2nd UPDATE

Cagle Rolls Out Plan To Chop Income Tax Rates By 10%

By Dick Pettys
InsiderAdvantage Georgia

2nd Update at 5:20 p.m. adds additional comment from Cagle, reaction from House. New material highlighted.
Updated at 3:54 p.m. with Cagle announcement, Senate committee proposal.

(3/18/08) Lt. Gov. Casey Cagle and his Senate allies rolled out a tax cut package Tuesday that guts the Speaker’s plan to ax the tag tax and substitutes, instead, a 10 percent reduction in income tax rates over five years. House Majority Leader Jerry Keen said an hour or so later that the proposal "may be the poison pill that kills real tax reform this year."

The only aspects of Richardson’s proposal that would remain intact would be the elimination of the state’s quarter-mill property tax and a freeze on property reassessments. But even that proposal would undergo some change. Instead of freezing residential assessments at 2008 rates plus an annual increase of up to 2 percent and commercial at 2008 plus up to 3 percent, the Senate proposal would freeze both at the government inflation rate - a higher figure.

New to the package under the Senate proposal - a “TABOR”-like proposal that would rein-in state government spending and direct money in excess of a formula (based on the inflation rate and population growth rate) to education, the rainy day fund and then to taxpayer refunds.

The package was rolled out in two parts: in the Senate Finance Committee, where the major changes were made to Richardson’s House-passed constitutional amendment, and in a news conference later by Cagle and more than 20 members of the Senate, where he announced the separate income tax plan, which would be a statutory change needing 91 votes and veto-able by the governor.

Richardson was not at the press conference but he did attend the Senate Finance Committee meeting, where he called the changes “an embarrassment, if that’s what’s going to be offered” and said it’s not close to tax relief.

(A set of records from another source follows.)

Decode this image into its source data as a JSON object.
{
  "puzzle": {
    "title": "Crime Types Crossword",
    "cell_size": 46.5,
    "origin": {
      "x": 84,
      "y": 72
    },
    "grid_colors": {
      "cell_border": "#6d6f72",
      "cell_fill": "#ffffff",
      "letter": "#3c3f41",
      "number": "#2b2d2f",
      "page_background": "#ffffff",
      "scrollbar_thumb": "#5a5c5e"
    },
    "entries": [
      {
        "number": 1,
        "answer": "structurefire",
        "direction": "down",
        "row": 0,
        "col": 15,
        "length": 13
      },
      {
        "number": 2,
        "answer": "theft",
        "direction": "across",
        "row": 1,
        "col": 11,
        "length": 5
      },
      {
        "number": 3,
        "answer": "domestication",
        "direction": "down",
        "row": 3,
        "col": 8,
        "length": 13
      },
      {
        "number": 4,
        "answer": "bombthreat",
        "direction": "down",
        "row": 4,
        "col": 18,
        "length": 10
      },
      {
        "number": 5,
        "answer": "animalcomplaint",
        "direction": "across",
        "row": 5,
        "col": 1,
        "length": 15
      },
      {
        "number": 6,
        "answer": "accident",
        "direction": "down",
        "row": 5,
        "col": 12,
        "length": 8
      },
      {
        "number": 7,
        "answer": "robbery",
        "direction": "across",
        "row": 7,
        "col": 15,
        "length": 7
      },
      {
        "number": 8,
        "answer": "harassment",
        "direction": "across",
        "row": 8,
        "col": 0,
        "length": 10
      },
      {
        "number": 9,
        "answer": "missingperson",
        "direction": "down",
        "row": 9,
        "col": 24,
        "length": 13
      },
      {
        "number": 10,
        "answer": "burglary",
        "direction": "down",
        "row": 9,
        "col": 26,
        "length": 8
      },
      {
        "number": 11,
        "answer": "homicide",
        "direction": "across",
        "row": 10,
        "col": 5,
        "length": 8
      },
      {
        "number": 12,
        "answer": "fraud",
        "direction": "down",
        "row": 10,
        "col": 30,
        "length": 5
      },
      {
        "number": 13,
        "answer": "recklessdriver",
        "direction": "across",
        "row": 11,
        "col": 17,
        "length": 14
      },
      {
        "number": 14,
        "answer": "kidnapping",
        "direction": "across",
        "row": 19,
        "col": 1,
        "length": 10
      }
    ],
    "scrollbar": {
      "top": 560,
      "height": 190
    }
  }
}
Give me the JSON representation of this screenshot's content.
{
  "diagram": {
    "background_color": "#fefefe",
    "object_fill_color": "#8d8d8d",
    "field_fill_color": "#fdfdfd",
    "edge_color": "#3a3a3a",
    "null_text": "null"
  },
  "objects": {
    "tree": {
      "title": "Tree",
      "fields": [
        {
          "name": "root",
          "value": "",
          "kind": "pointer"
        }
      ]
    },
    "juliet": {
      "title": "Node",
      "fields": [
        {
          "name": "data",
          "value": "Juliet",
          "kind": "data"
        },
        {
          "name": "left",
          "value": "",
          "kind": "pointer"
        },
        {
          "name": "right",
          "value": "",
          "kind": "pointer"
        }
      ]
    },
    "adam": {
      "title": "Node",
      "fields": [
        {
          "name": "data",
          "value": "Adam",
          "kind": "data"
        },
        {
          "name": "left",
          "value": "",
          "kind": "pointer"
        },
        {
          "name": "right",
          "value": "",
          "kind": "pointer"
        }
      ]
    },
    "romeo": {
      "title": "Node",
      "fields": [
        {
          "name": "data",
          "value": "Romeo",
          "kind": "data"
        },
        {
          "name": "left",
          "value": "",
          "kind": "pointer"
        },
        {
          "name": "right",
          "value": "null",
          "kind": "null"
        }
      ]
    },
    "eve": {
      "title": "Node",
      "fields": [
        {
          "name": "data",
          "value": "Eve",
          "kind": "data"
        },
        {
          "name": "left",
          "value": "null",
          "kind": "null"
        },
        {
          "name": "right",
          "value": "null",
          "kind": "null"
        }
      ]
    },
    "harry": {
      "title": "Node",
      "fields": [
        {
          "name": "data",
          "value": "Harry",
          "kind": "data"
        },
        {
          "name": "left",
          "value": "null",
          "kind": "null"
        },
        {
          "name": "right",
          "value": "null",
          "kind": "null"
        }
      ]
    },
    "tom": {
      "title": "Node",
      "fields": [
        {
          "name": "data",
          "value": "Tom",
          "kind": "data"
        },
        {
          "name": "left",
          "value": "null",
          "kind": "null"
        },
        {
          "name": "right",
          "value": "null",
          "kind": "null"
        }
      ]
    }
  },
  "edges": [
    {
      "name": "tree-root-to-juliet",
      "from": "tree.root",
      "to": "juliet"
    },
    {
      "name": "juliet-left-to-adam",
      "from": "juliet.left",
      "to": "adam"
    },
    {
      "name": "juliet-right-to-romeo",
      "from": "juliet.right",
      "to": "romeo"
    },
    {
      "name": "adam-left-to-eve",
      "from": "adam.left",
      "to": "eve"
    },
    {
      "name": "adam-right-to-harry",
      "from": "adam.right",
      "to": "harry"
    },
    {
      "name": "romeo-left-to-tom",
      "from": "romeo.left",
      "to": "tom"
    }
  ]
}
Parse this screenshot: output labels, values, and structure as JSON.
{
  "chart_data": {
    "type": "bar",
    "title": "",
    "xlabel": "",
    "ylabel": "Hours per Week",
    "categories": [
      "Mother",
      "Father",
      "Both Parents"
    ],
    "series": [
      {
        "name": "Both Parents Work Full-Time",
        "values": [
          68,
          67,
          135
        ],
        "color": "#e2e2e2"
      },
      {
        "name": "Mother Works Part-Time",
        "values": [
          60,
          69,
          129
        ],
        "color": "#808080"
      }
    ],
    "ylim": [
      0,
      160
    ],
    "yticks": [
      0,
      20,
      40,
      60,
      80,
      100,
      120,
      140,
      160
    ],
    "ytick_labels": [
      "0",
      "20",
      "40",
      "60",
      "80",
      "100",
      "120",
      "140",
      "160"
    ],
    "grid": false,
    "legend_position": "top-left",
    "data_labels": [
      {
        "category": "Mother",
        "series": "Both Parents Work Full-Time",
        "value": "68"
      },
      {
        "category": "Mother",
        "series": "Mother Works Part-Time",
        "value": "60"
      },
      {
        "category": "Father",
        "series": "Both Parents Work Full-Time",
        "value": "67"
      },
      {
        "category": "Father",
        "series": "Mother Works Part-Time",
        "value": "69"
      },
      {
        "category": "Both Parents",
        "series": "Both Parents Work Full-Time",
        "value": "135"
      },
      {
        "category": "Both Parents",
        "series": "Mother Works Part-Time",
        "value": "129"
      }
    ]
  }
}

He chided the panel for giving him only a few moments to review the proposal and said he would never allow a House committee to do that to them. After that, Sen. Chip Rogers said he would postpone action on the bill until Wednesday to let the Speaker and his members study his proposed substitute.

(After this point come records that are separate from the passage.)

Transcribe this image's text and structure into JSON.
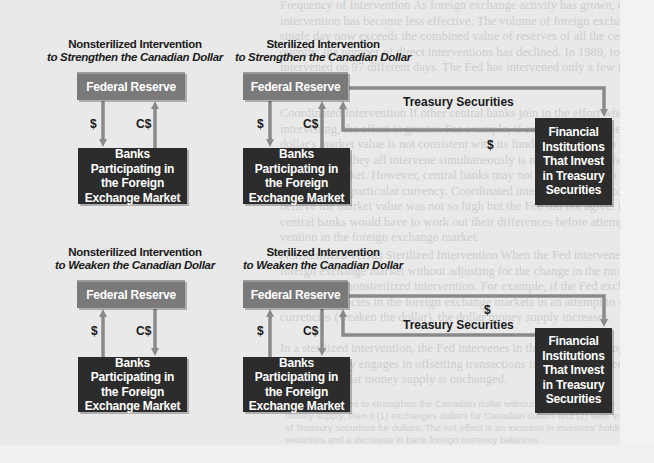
{
  "panels": [
    {
      "id": "nonsterilized-strengthen",
      "title_line1": "Nonsterilized Intervention",
      "title_line2": "to Strengthen the Canadian Dollar",
      "fed_label": "Federal Reserve",
      "banks_label": "Banks Participating in the Foreign Exchange Market",
      "flows": [
        {
          "label": "$",
          "from": "Federal Reserve",
          "to": "Banks Participating in the Foreign Exchange Market"
        },
        {
          "label": "C$",
          "from": "Banks Participating in the Foreign Exchange Market",
          "to": "Federal Reserve"
        }
      ]
    },
    {
      "id": "sterilized-strengthen",
      "title_line1": "Sterilized Intervention",
      "title_line2": "to Strengthen the Canadian Dollar",
      "fed_label": "Federal Reserve",
      "banks_label": "Banks Participating in the Foreign Exchange Market",
      "fi_label": "Financial Institutions That Invest in Treasury Securities",
      "treasury_label": "Treasury Securities",
      "return_label": "$",
      "flows": [
        {
          "label": "$",
          "from": "Federal Reserve",
          "to": "Banks Participating in the Foreign Exchange Market"
        },
        {
          "label": "C$",
          "from": "Banks Participating in the Foreign Exchange Market",
          "to": "Federal Reserve"
        },
        {
          "label": "Treasury Securities",
          "from": "Federal Reserve",
          "to": "Financial Institutions That Invest in Treasury Securities"
        },
        {
          "label": "$",
          "from": "Financial Institutions That Invest in Treasury Securities",
          "to": "Federal Reserve"
        }
      ]
    },
    {
      "id": "nonsterilized-weaken",
      "title_line1": "Nonsterilized Intervention",
      "title_line2": "to Weaken the Canadian Dollar",
      "fed_label": "Federal Reserve",
      "banks_label": "Banks Participating in the Foreign Exchange Market",
      "flows": [
        {
          "label": "$",
          "from": "Banks Participating in the Foreign Exchange Market",
          "to": "Federal Reserve"
        },
        {
          "label": "C$",
          "from": "Federal Reserve",
          "to": "Banks Participating in the Foreign Exchange Market"
        }
      ]
    },
    {
      "id": "sterilized-weaken",
      "title_line1": "Sterilized Intervention",
      "title_line2": "to Weaken the Canadian Dollar",
      "fed_label": "Federal Reserve",
      "banks_label": "Banks Participating in the Foreign Exchange Market",
      "fi_label": "Financial Institutions That Invest in Treasury Securities",
      "treasury_label": "Treasury Securities",
      "return_label": "$",
      "flows": [
        {
          "label": "$",
          "from": "Banks Participating in the Foreign Exchange Market",
          "to": "Federal Reserve"
        },
        {
          "label": "C$",
          "from": "Federal Reserve",
          "to": "Banks Participating in the Foreign Exchange Market"
        },
        {
          "label": "$",
          "from": "Federal Reserve",
          "to": "Financial Institutions That Invest in Treasury Securities"
        },
        {
          "label": "Treasury Securities",
          "from": "Financial Institutions That Invest in Treasury Securities",
          "to": "Federal Reserve"
        }
      ]
    }
  ],
  "labels": {
    "dollar": "$",
    "cad": "C$"
  },
  "colors": {
    "fed_box": "#7a7a7a",
    "dark_box": "#2c2c2c",
    "arrow": "#8a8a8a",
    "background": "#e9e9e9"
  },
  "background_text": [
    "Frequency of Intervention   As foreign exchange activity has grown, central bank",
    "intervention has become less effective. The volume of foreign exchange transactions on a",
    "single day now exceeds the combined value of reserves of all the central banks. Conse-",
    "quently, the number of direct interventions has declined. In 1989, for example, the Fed",
    "intervened on 97 different days. The Fed has intervened only a few times since then.",
    "",
    "Coordinated Intervention   If other central banks join in the effort when",
    "intervening, the effect is greater. For example, if central banks agree that the",
    "dollar's market value is not consistent with its fundamental value, a coordinated interven-",
    "tion in which they all intervene simultaneously is more likely to affect the foreign",
    "exchange market. However, central banks may not agree on how to stabilize or alter",
    "the value of a particular currency. Coordinated intervention may occur when central banks",
    "believe the market value was not so high but the Fed did not agree. In that case, the",
    "central banks would have to work out their differences before attempting direct inter-",
    "vention in the foreign exchange market.",
    "",
    "Nonsterilized versus Sterilized Intervention   When the Fed intervenes in the",
    "foreign exchange market without adjusting for the change in the money supply, it is",
    "engaged in a nonsterilized intervention. For example, if the Fed exchanges dollars for",
    "foreign currencies in the foreign exchange markets in an attempt to strengthen foreign",
    "currencies (weaken the dollar), the dollar money supply increases.",
    "",
    "In a sterilized intervention, the Fed intervenes in the foreign exchange market and",
    "simultaneously engages in offsetting transactions in the Treasury securities markets. As a",
    "result, the dollar money supply is unchanged."
  ],
  "caption_text": [
    "If the Fed desires to strengthen the Canadian dollar without affecting the dollar",
    "money supply, then it (1) exchanges dollars for Canadian dollars and (2) sells some of its holdings",
    "of Treasury securities for dollars. The net effect is an increase in investors' holdings of Treasury",
    "securities and a decrease in bank foreign currency balances."
  ]
}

At a news conference moments later, Cagle defended his income tax reduction plan as the targeted tax relief he had said he was seeking, though it appears to hit a broader group of people, and said it is “fair and equitable to all.”

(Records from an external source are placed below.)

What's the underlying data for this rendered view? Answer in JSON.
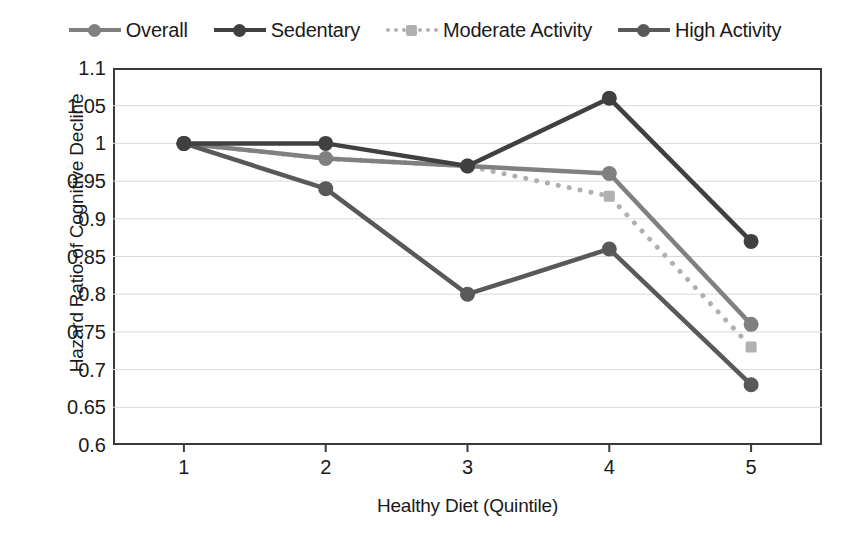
{
  "chart_data": {
    "type": "line",
    "title": "",
    "xlabel": "Healthy Diet (Quintile)",
    "ylabel": "Hazard Ratio of Cognitive Decline",
    "categories": [
      "1",
      "2",
      "3",
      "4",
      "5"
    ],
    "x": [
      1,
      2,
      3,
      4,
      5
    ],
    "xlim": [
      0.5,
      5.5
    ],
    "ylim": [
      0.6,
      1.1
    ],
    "yticks": [
      "1.1",
      "1.05",
      "1",
      "0.95",
      "0.9",
      "0.85",
      "0.8",
      "0.75",
      "0.7",
      "0.65",
      "0.6"
    ],
    "ytick_values": [
      1.1,
      1.05,
      1.0,
      0.95,
      0.9,
      0.85,
      0.8,
      0.75,
      0.7,
      0.65,
      0.6
    ],
    "grid": true,
    "grid_axis": "y",
    "legend_position": "top",
    "series": [
      {
        "name": "Overall",
        "values": [
          1.0,
          0.98,
          0.97,
          0.96,
          0.76
        ],
        "color": "#808080",
        "line_style": "solid",
        "marker": "circle"
      },
      {
        "name": "Sedentary",
        "values": [
          1.0,
          1.0,
          0.97,
          1.06,
          0.87
        ],
        "color": "#404040",
        "line_style": "solid",
        "marker": "circle"
      },
      {
        "name": "Moderate Activity",
        "values": [
          1.0,
          0.98,
          0.97,
          0.93,
          0.73
        ],
        "color": "#b0b0b0",
        "line_style": "dotted",
        "marker": "square"
      },
      {
        "name": "High Activity",
        "values": [
          1.0,
          0.94,
          0.8,
          0.86,
          0.68
        ],
        "color": "#595959",
        "line_style": "solid",
        "marker": "circle"
      }
    ]
  },
  "colors": {
    "axis": "#3a3a3a",
    "grid": "#d9d9d9",
    "text": "#1a1a1a",
    "background": "#ffffff"
  }
}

Under the proposal, the state would reduce the income tax rates by 10 percent over five years beginning July 1, 2008. Under that plan, the maximum 6 percent tax rate would drop the first year to 5.88 percent and so on until it reach 5.4 percent.

The first year’s tax loss would be $215 million. The entire cost would be $1.2 billion.

Last week, Cagle joined Gov. Sonny Perdue in throwing a one-two punch at the House-passed tax plan. The governor called it risky political pandering and the lieutenant governor declared it didn't provide the right kind of help at the right time.

Under his plan, Cagle said, "July 1, there would be an adjustment to withholding and there would be more money going into employees' pocket each week ... (and) this is every rate, so everyone is going to get the proportionate amount of reduction, not just at the top end of 6% but also at the 3%, 4%, 2%, whatever the case may be ... It is immediate, it is broad-based, it is fair."

Asked how a broad tax effort of that sort could be considered "targeted," he said: "My points have been very consistent, and that is that we do need targeted tax relief that does stimulate the economy, and I do believe that this - although it is broad in the context that every taxpayer will benefit - it is targeted to to personal income and relief, and tax cuts to personal income."

At their news conference later, Keen and House Speaker Pro Tem Mark Burkhalter said they stick by the House plan. "We're obviously disappointed that Casey Cagle and the Senate didn't want to give Georgians a chance to vote (on eliminating the tag tax.)"

Burkhalter said, "In this economy, Georgians not only want but need tax cuts, but most of all they want and need tax cuts that they can understand. They don't don't need to go hire H & R Block to figure out how to get a tax cut ... The bottom line is, people don't trust that a tax cut is a tax cut unless you actually eliminate the tax."

In the Senate Finance Committee, Richardson said the proposed Senate substitute to his HR 1246 "bears no resemblance to the tax reform we have looked at for three years. It is an embarrassment, if that is what is going to be offered - not to give the tax relief to the people of Georgia that they deserve. The people of Georgia deserve tax relief ... this is not close."

Cagle did not say what House bill now in the Senate he would use as the basis for the income tax cut.

Asked if he had discussed his proposed tax with the governor, he said: "The governor and I have had conversations about this and I would let the governor speak for himself. There was some element of concern on his part but I think he understands the dynamics of the process as we speak."